John Osmond says that in going for the man rather than the ball the Carmarthen West MP risks falling over
The oldest game in politics is to characterise the policy or views of your opponent beyond all recognition, create an easy target and then knock it down. In sporting terms it might be compared with going for the man rather than the ball.
There was a pretty breath-taking, actually hysterical example in the Carmarthen Journal last week. In his column in the paper, which can also be viewed on his website here, Simon Hart, the Conservative MP for Carmarthen West and South Pembrokeshire, cries at full throttle that the forthcoming referendum on further powers for the Assembly spells the end of the UK:
“I believe we are at the top of the slippery slope to full independence. It’s time to pull back before it’s too late.”
And in a warning reminiscent of former Prime Minister John Major’s devolution wake-up call to the United Kingdom during the 1997 general election campaign he declares:
“Once again we could be sleepwalking into a situation from which there is no return – make no mistake this is creeping separatism we are witnessing.”
Once again? Oh yes, it’s the referendum on what was then known as the Common Market he’s bringing up:
“The Yes campaigners would have you believe that this is merely a minor adjustment to the way things already exist. A little ‘tidying up exercise’, they say, ‘nothing to worry about’. But the last time we heard this sort of argument was in the 1970s when we voted to go into Europe”.
The 47-year-old Simon Hart would have been only 11 or 12 in 1975 when the referendum on Europe was held, so it’s understandable that his recollection is a bit hazy. As someone who reported on it at the time I can tell him that no-one thought of it as some kind of ‘tidying up’ exercise. Figures such as Tony Benn, Michael Foot and Enoch Powell tried to put the fear of God into their audiences, with dire warnings that the sovereignty of Parliament was at stake and the end of the United Kingdom was nigh.
When I last looked the Houses of Parliament was still upright in Westminster. Indeed, only last week the Speaker’s wife Sally Bercow, dressed in a sheet at a window overlooking Big Ben, told the Evening Standard that living under it was something of a turn-on.
Get real Simon Hart. Aren’t you talking some of your opponents in your constituency up a bit? Here you go again:
“I like the Assembly and think by and large it does good work but it seems many people are afraid that the referendum is being hijacked by Nationalists who won’t rest until Plaid’s ultimate aim of an independent Wales is achieved.”
Suddenly, I have an image of Plaid leader, Ieuan Wyn Jones, the epitome of a safe pair of hands, hardly the type of personality to hijack the UK. I rest my case.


_Problem to work on_: In the listing that follows, count every line holding the word "compression" and give only the count.

BEGIN

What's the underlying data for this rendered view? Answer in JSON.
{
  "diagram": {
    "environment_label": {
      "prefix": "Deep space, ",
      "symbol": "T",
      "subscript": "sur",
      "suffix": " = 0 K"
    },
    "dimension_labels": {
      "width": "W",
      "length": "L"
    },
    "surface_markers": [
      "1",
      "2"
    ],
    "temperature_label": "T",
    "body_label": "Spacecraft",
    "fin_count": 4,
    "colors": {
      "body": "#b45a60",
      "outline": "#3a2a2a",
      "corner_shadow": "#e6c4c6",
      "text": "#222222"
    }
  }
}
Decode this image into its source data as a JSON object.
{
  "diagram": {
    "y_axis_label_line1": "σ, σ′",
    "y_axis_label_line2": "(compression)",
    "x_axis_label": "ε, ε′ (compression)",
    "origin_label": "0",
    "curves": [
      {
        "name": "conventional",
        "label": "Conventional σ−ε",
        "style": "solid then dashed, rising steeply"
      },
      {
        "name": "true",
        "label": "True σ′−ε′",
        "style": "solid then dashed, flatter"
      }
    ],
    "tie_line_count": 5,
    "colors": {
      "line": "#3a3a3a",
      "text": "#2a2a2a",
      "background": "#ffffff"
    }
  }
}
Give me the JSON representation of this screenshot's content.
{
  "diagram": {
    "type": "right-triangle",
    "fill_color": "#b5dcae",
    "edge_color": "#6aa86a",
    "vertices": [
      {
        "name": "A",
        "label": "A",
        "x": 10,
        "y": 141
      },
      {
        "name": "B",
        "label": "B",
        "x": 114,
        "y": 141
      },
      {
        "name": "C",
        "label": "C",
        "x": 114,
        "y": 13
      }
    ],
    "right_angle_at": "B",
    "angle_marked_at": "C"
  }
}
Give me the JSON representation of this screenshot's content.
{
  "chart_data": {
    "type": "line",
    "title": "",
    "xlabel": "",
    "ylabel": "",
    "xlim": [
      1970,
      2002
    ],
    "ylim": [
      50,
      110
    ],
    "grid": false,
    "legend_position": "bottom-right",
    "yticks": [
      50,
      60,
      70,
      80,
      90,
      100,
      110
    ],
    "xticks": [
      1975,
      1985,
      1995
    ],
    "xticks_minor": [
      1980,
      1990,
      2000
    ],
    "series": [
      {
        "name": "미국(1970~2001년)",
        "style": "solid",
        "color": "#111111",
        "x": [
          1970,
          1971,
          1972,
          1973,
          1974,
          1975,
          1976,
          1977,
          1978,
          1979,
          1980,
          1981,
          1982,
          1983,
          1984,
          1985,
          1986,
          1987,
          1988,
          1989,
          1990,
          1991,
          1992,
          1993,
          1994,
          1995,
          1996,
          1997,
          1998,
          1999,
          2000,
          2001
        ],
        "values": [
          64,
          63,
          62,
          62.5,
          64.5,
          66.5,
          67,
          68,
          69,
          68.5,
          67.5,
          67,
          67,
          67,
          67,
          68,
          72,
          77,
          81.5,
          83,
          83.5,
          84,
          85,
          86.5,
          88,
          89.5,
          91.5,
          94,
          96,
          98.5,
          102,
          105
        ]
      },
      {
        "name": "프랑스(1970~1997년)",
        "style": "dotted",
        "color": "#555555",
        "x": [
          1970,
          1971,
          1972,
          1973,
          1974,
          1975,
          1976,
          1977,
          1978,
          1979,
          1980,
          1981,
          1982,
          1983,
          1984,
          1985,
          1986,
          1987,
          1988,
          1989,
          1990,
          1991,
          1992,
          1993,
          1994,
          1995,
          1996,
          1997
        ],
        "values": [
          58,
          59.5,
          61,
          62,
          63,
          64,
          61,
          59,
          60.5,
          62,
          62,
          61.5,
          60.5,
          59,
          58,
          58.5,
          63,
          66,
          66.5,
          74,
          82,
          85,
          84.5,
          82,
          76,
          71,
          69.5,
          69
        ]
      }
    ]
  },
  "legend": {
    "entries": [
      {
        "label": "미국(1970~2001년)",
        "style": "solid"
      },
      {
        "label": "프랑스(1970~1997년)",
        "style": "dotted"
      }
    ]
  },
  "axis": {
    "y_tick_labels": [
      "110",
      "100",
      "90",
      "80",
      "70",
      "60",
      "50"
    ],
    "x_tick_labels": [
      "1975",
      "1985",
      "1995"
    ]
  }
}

END

_Answer to the exercise_: 2